An Earlier and (Perhaps) More Searching Focusing by Rob Foxcroft
Forty years ago, the Focusing movement was in its infancy. Eugene Gendlin’s work on the philosophy of Dilthey was still fresh in his mind. He was working closely with Carl Rogers on the theory of psychotherapy, and in the middle of doing his famous research into the process of therapy. The process and benefits of his own therapy with Carl were still vividly alive for him. This was a time of creative ferment for Gendlin. All these sources flowed together, and were poured into his astonishing first book, Experiencing and the Creation of Meaning. In this article, Rob Foxcroft has tried to do two things: (1) He aims to present in a simple and transparent way the main outlines of Gendlin’s argument; and to set out experiential Focusing exercises. These clear and practical exercises help to make a tough book understandable. (2) Also, the exercises are working tools.
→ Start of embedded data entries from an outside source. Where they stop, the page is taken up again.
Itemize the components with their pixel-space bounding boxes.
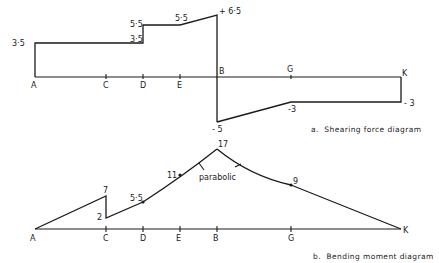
sfd-value-d-high: 5·5 — [130, 20, 143, 29]
parabolic-arrow-left-icon — [199, 163, 204, 170]
bmd-label-a: A — [30, 234, 36, 243]
sfd-value-d-low: 3·5 — [130, 35, 143, 44]
sfd-label-c: C — [103, 81, 109, 90]
sfd-value-b-bottom: - 5 — [212, 125, 223, 134]
sfd-label-k: K — [402, 69, 408, 78]
parabolic-annotation: parabolic — [199, 173, 236, 182]
bending-moment-diagram: parabolic A C D E B G K 7 2 5·5 11 17 9 … — [30, 140, 434, 261]
sfd-label-d: D — [140, 81, 146, 90]
bmd-label-c: C — [103, 234, 109, 243]
sfd-value-a: 3·5 — [12, 39, 25, 48]
bmd-marker-e — [178, 173, 181, 176]
sfd-value-k: - 3 — [404, 99, 415, 108]
sfd-value-b-top: + 6·5 — [219, 7, 241, 16]
bmd-value-c-top: 7 — [103, 186, 108, 195]
sfd-label-g: G — [287, 65, 293, 74]
shear-force-diagram: A C D E B G K 3·5 3·5 5·5 5·5 + 6·5 - 5 … — [12, 7, 421, 134]
bmd-label-e: E — [176, 234, 181, 243]
bmd-label-d: D — [140, 234, 146, 243]
bmd-value-e: 11 — [167, 171, 177, 180]
bmd-value-d: 5·5 — [130, 194, 143, 203]
bmd-caption: b. Bending moment diagram — [313, 252, 434, 261]
sfd-value-e: 5·5 — [175, 14, 188, 23]
bmd-linear-segment — [35, 196, 143, 229]
bmd-label-g: G — [288, 234, 294, 243]
bmd-value-b: 17 — [218, 140, 228, 149]
sfd-value-g: -3 — [288, 105, 296, 114]
bmd-parabolic-right — [217, 149, 401, 229]
bmd-value-g: 9 — [293, 177, 298, 186]
sfd-label-e: E — [177, 81, 182, 90]
beam-diagrams: A C D E B G K 3·5 3·5 5·5 5·5 + 6·5 - 5 … — [0, 0, 439, 263]
bmd-label-b: B — [213, 234, 219, 243]
sfd-negative-outline — [217, 77, 401, 122]
sfd-caption: a. Shearing force diagram — [311, 125, 421, 134]
sfd-label-b: B — [219, 67, 225, 76]
bmd-value-c-bottom: 2 — [97, 213, 102, 222]
sfd-positive-outline — [35, 15, 217, 122]
sfd-label-a: A — [31, 81, 37, 90]
bmd-label-k: K — [403, 226, 409, 235]
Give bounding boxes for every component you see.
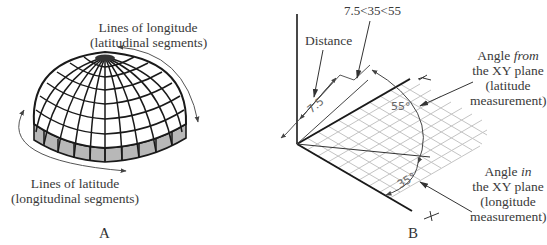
diagram-canvas xyxy=(0,0,547,245)
panel-a-letter: A xyxy=(99,225,110,242)
x-axis-glyph xyxy=(424,211,439,221)
angle-from-label: Angle from the XY plane (latitude measur… xyxy=(470,48,546,108)
angle-from-leader xyxy=(420,82,473,106)
longitude-label: Lines of longitude (latitudinal segments… xyxy=(90,20,206,50)
coordinate-leader xyxy=(357,21,370,78)
distance-label: Distance xyxy=(305,33,352,48)
xy-grid-plane xyxy=(297,78,487,198)
dome-mesh xyxy=(34,52,186,162)
angle-in-label: Angle in the XY plane (longitude measure… xyxy=(470,164,546,224)
angle-in-leader xyxy=(420,182,472,212)
point-vector xyxy=(297,80,368,144)
y-axis-glyph xyxy=(418,75,431,80)
coordinate-entry-label: 7.5<35<55 xyxy=(344,3,401,18)
distance-leader xyxy=(314,50,323,97)
angle-from-value: 55° xyxy=(391,100,411,113)
latitude-label: Lines of latitude (longitudinal segments… xyxy=(10,176,140,206)
panel-b-letter: B xyxy=(408,225,418,242)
They are a range of subtle and powerful ways to illuminate any Focusing process. In making Focusing teachable, some subtlety had unavoidably to be sacrificed. All good teaching has to simplify, to look for the bones. Once you have Focusing for yourself, you will of course want to go back and have for yourself what was pared away. You will want to retrieve the subtlety and power of Gene Gendlin’s searching and original vision.
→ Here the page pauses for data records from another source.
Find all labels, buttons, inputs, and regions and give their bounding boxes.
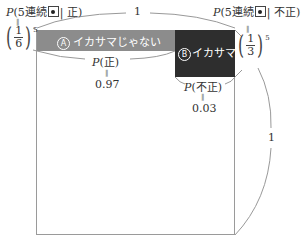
region-a-fair: Aイカサマじゃない (37, 30, 175, 51)
prob-unfair-label: P(不正) (184, 78, 222, 94)
marker-a-icon: A (57, 37, 70, 50)
left-formula-label: P(5連続| 正) (6, 3, 82, 19)
height-label: 1 (268, 131, 275, 144)
right-formula-label: P(5連続| 不正) (213, 3, 300, 19)
prob-fair-equals: ‖ (105, 69, 109, 77)
region-a-label: Aイカサマじゃない (57, 33, 161, 50)
prob-unfair-value: 0.03 (192, 102, 217, 115)
region-b-label: Bイカサマ! (178, 44, 240, 61)
dice-one-pip-icon (255, 6, 266, 17)
dice-one-pip-icon (48, 6, 59, 17)
width-label: 1 (134, 5, 141, 18)
right-fraction: ( 13 ) 5 (236, 32, 270, 58)
prob-fair-label: P(正) (92, 53, 119, 69)
region-b-unfair: Bイカサマ! (175, 30, 235, 77)
prob-unfair-equals: ‖ (201, 93, 205, 101)
left-fraction: ( 16 ) 5 (4, 24, 38, 50)
prob-fair-value: 0.97 (95, 78, 120, 91)
marker-b-icon: B (178, 48, 191, 61)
Book Review: I Know I’m in There Somewhere: A Woman’s Guide to Finding Her Inner Voice and Living a Life of Authenticity, by Helene Brenner with Laurence Letich NY: Gotham Books, Division of the Penguin Group, 2003 reviewed by Ann Weiser Cornell

Book Review: The Radical Acceptance of Everything, by Ann Weiser Cornell and featuring Barbara McGavin: Calluna Press, 2005 – reviewed by John Keane

More great articles about Focusing from the British Focusing Teachers’ Association:

An Introduction to Focusing by Susan Jordan
Touching the Source by Rob Foxcroft
Focusing and Buddhism by Margaret Hannah
Solo Focusing by Kay Hoffmann
Focusing is a way of Being-with by Greg Madison
Focusing with one ‘S’ by Jenny Brickett
How Strong is your Sense of Presence? by Jenny Brickett
Caring Feeling Presence by Kate Brightwell
Focusing as a Doorway for Spiritual Growth by Lesley Wilson and Addie van der Kooy
Focusing in Afghanistan by Jerry Conway
Practising Presence: Focusing, Buddhist Understanding and Core Process psychotherapy by Susan Jordan
Reflections on Being (Some Sort of) a ‘Focusing-Oriented’ Therapist by Peter Afford
Transforming our Inner Critics: the Power of Presence by Barbara McGavin
How To Think Like A Poet – And Make Better Decisions by Steve Silverton
Wholebody Focusing by Fiona Parr
The Ladybird Guide to Experiencing and the Creation of Meaning by Campbell Purton
The Ladybird Guide to A Process Model by Campbell Purton
Focusing in India by Campbell Purton

And from Rob Parker’s online blog: The Philosophy of the Implicit: An Introduction to the Work of Gene Gendlin by Rob Parker (3/26/07 entry). This is an articulate and exciting presentation of the fundamental philosophy behind how Focusing works.